Although dated, there is a brute edginess to this popular slice of formula odd coupling. It’s not just about Eddie Murphy’s foul-mouthed comebacks, although they were never as bouncy or cutting as here, or Nick Nolte’s irresponsible bullyboy pose he has spent the rest of his career trying to unseat, but also the way Walter Hill pitches a ready Hollywood staple into a harder, dare-we-say more realistic world. It’s as if Lemmon and Matthau had stumbled into The French Connection, with the added spice of race.
Indeed, there’s more than a casual tip-of-the-hat in Murphy’s (possibly career best) scene in which, posing as a cop, he saunters into a redneck bar, Confederate Flag pressed to the wall, humming with racist lunks, and jives his way to supremacy. It’s the direct inverse of Gene Hackman’s take-over of a black-filled Harlem bar in that famous thriller. “I'm your worst fucking nightmare, man!” snaps Reggie to the dumbstruck clientele. “A nigger with a badge.” The writing is an equal to Murphy’s whiplash tongue.
As this is a film by Hill, who has busily traded in a violent, earthbound machismo (Southern Comfort, The Warriors) it hardly pulls its punches. If anything, this must surely count as the most violent “comedy” in film history, as Hill dwells on the many bare-knuckle beatings (usually involving Nolte) that are his particular filmic peccadillo. Yet, he’s also a skilled purveyor of a piquant, scuzzy atmosphere, a lurid, criminal underbelly where it takes two distrustful specimens to further the cause of good.
Their story is regulation potboiling, the bad-guys are simply that, bad to the bone, the good guys have the bonus of character and the two stars are having a ball. Nolte no less than the showpiece his partner grants, threads in a sense of pressing moral determination beneath his louche, jack-the-rules exterior. That the fact they come to appreciate one other, the grudging respect of a million clichés, feels so satisfyingly, shows just how successful the film is.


> Assignment
What you produce should be every line from the data that includes "babies".
------ Data
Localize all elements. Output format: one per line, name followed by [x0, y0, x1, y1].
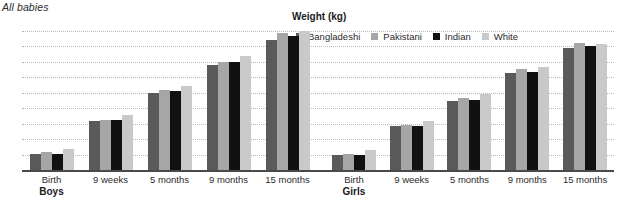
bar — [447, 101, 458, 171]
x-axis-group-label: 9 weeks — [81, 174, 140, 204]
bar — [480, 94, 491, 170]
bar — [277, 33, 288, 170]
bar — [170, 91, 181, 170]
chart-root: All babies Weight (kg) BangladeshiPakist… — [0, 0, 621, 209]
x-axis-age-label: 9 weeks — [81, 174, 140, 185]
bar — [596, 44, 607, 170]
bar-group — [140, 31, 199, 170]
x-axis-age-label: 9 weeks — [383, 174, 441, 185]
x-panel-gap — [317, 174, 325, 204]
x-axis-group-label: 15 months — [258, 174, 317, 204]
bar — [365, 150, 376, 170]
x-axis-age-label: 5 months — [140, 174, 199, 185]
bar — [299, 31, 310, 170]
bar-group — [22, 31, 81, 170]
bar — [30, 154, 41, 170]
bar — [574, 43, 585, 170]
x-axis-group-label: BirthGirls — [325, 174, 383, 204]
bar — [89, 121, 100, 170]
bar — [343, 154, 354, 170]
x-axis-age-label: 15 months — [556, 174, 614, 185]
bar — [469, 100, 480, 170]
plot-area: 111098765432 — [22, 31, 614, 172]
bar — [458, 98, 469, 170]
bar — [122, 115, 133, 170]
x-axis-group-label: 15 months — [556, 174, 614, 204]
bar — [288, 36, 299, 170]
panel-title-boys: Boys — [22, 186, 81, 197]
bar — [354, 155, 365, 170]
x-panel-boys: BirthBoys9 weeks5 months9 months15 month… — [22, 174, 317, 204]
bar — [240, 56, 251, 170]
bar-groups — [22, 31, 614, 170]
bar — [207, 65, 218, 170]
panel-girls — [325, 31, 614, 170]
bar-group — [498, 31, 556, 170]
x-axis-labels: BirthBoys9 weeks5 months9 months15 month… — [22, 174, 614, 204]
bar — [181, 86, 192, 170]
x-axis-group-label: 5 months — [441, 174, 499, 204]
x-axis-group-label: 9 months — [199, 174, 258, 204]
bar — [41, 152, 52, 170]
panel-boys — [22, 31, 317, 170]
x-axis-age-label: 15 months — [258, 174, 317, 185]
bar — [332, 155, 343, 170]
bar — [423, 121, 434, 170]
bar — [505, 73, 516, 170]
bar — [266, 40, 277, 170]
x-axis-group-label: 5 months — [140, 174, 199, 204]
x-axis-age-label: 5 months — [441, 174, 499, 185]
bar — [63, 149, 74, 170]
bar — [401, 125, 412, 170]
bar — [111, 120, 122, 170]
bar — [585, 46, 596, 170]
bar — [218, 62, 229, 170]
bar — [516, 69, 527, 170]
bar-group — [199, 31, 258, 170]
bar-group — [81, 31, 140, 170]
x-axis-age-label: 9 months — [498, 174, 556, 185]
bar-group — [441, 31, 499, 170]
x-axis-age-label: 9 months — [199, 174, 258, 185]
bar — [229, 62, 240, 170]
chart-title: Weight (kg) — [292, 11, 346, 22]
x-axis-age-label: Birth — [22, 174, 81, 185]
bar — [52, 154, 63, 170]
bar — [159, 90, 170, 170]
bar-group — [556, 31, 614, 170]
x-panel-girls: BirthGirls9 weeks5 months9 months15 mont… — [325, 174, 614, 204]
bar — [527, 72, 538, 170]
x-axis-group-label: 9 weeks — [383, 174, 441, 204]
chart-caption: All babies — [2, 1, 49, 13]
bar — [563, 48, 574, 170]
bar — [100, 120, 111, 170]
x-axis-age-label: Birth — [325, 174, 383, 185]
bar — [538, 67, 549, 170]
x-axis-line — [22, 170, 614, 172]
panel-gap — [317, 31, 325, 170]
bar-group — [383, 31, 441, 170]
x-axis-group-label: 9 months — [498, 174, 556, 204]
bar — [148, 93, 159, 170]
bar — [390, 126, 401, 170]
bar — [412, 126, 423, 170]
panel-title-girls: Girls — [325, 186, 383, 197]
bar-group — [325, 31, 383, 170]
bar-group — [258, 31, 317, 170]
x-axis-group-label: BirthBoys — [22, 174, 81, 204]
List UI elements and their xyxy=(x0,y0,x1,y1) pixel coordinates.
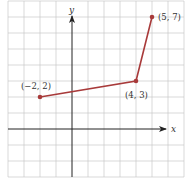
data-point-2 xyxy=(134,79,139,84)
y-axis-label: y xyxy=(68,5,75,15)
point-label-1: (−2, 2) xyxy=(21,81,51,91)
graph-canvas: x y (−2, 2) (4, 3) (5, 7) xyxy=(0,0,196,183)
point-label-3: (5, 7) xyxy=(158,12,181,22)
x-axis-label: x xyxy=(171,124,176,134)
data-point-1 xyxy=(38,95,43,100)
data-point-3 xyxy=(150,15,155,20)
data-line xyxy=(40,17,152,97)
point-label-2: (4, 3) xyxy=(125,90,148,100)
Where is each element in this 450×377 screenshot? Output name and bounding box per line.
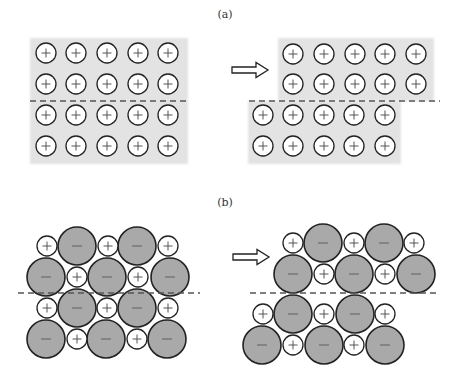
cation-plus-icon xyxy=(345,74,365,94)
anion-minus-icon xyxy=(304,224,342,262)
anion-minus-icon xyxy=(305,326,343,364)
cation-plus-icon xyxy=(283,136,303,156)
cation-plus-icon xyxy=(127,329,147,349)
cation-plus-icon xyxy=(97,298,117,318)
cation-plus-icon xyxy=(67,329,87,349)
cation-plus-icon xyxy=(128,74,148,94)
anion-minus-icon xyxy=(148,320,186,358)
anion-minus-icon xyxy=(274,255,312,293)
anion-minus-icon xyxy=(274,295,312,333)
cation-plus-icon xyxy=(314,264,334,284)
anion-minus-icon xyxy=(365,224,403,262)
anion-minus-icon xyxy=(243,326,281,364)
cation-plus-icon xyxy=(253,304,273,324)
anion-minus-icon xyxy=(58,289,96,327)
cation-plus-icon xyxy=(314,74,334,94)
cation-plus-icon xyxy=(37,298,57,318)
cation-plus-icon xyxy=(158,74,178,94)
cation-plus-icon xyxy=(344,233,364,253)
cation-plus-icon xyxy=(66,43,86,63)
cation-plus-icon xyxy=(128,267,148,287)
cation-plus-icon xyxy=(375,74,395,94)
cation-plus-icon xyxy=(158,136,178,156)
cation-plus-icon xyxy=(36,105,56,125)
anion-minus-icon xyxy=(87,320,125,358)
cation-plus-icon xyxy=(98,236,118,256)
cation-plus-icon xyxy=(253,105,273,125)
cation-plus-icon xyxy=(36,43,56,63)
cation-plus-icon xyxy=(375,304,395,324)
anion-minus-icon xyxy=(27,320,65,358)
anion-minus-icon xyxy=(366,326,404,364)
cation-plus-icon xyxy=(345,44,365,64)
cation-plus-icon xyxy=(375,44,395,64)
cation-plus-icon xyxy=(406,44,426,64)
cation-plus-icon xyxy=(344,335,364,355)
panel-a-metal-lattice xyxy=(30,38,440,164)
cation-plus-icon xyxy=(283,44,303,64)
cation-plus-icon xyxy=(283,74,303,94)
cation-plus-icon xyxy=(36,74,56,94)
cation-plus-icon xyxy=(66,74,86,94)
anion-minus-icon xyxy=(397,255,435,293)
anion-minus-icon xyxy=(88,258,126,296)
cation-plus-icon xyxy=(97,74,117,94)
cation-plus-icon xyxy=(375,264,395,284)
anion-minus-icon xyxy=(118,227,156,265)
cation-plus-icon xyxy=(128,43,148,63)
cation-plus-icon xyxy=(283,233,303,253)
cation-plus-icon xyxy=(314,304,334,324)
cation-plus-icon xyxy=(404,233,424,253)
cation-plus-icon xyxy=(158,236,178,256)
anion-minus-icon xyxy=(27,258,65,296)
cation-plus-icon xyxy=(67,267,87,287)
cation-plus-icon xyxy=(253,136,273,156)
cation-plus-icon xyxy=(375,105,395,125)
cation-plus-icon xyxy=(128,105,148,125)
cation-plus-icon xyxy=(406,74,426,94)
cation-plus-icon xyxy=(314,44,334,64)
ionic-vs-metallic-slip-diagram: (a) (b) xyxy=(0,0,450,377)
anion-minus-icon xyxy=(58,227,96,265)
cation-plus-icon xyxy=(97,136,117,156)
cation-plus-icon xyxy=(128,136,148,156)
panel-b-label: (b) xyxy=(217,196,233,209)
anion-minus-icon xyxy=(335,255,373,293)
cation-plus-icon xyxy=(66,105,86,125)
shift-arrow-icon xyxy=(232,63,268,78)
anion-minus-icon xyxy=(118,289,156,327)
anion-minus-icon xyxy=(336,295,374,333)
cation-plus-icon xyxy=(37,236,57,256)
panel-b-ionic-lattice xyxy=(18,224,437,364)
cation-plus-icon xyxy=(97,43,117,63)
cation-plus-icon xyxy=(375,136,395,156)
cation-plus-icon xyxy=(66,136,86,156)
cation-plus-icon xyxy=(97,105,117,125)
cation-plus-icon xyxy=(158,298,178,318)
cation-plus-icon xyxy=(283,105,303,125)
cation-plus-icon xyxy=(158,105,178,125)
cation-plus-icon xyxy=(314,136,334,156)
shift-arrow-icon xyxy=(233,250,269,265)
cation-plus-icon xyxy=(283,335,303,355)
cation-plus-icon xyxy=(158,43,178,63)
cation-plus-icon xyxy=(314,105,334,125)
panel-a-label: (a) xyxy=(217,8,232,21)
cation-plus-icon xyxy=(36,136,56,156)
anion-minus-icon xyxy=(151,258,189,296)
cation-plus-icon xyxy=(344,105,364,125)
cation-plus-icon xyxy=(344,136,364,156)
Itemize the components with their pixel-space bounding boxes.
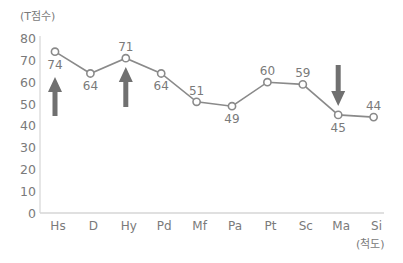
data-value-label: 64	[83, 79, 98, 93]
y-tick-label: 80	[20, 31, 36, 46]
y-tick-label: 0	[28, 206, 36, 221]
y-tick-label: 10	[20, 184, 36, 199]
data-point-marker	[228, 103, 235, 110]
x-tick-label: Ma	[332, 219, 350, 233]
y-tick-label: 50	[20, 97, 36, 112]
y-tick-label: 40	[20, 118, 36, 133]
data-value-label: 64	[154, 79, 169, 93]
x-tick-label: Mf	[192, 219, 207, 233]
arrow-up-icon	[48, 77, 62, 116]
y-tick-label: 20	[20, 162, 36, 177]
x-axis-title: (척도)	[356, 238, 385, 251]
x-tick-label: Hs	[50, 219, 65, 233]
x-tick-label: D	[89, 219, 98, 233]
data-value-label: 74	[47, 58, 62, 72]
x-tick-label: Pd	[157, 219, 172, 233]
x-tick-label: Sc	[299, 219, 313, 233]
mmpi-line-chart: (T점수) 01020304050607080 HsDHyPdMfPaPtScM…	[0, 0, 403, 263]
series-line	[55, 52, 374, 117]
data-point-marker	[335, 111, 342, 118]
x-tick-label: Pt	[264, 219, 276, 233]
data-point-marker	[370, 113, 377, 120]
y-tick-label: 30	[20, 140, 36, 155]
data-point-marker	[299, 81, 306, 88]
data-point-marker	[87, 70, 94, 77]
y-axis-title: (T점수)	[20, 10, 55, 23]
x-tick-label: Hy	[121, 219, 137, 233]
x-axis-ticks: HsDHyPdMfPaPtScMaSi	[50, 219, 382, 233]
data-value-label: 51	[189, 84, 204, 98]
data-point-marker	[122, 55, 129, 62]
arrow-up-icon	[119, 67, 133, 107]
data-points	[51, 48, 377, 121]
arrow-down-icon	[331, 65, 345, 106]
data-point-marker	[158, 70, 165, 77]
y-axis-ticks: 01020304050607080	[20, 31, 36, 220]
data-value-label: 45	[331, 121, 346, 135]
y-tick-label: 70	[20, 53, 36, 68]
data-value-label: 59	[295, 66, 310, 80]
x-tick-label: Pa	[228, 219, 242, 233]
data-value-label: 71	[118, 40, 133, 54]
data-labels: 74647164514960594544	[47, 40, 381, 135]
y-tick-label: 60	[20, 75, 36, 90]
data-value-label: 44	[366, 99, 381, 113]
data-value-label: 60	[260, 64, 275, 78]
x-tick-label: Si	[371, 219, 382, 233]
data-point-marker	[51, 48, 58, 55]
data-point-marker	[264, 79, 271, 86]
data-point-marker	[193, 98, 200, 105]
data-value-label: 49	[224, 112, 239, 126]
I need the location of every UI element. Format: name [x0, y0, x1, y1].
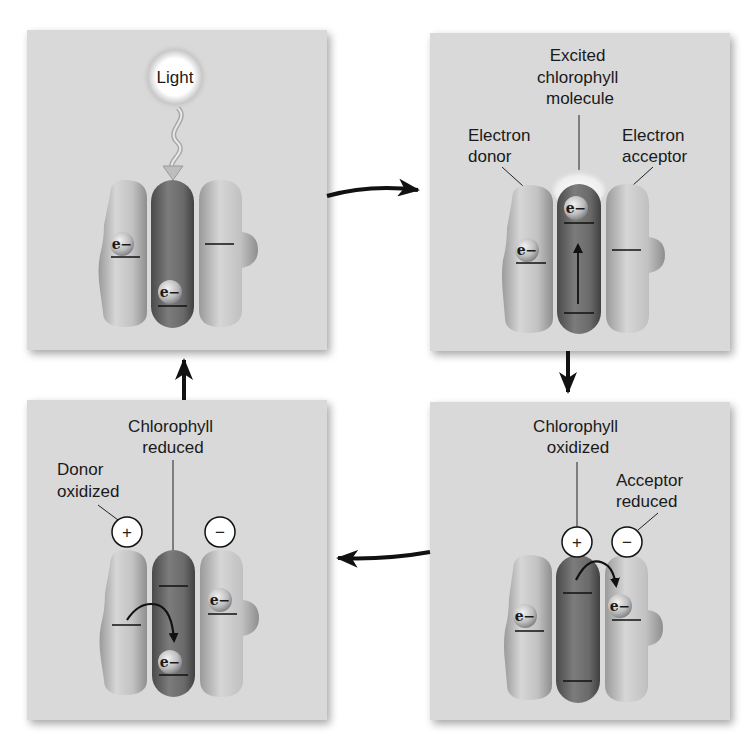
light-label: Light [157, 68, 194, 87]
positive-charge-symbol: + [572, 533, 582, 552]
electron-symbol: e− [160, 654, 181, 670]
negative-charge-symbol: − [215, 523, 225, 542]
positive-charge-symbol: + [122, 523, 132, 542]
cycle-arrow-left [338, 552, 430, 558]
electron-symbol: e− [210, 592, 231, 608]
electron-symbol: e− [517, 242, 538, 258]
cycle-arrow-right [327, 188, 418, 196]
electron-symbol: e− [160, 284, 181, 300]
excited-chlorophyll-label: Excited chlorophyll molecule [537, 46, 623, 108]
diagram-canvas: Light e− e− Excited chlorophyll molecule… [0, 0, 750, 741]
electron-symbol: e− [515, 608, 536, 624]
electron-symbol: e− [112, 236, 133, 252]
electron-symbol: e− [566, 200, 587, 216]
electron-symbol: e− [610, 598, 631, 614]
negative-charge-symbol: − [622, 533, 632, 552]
------------
> Expected answer
chart-root: All babies Weight (kg) BangladeshiPakist… — [0, 0, 621, 209]
chart-caption: All babies — [2, 1, 49, 13]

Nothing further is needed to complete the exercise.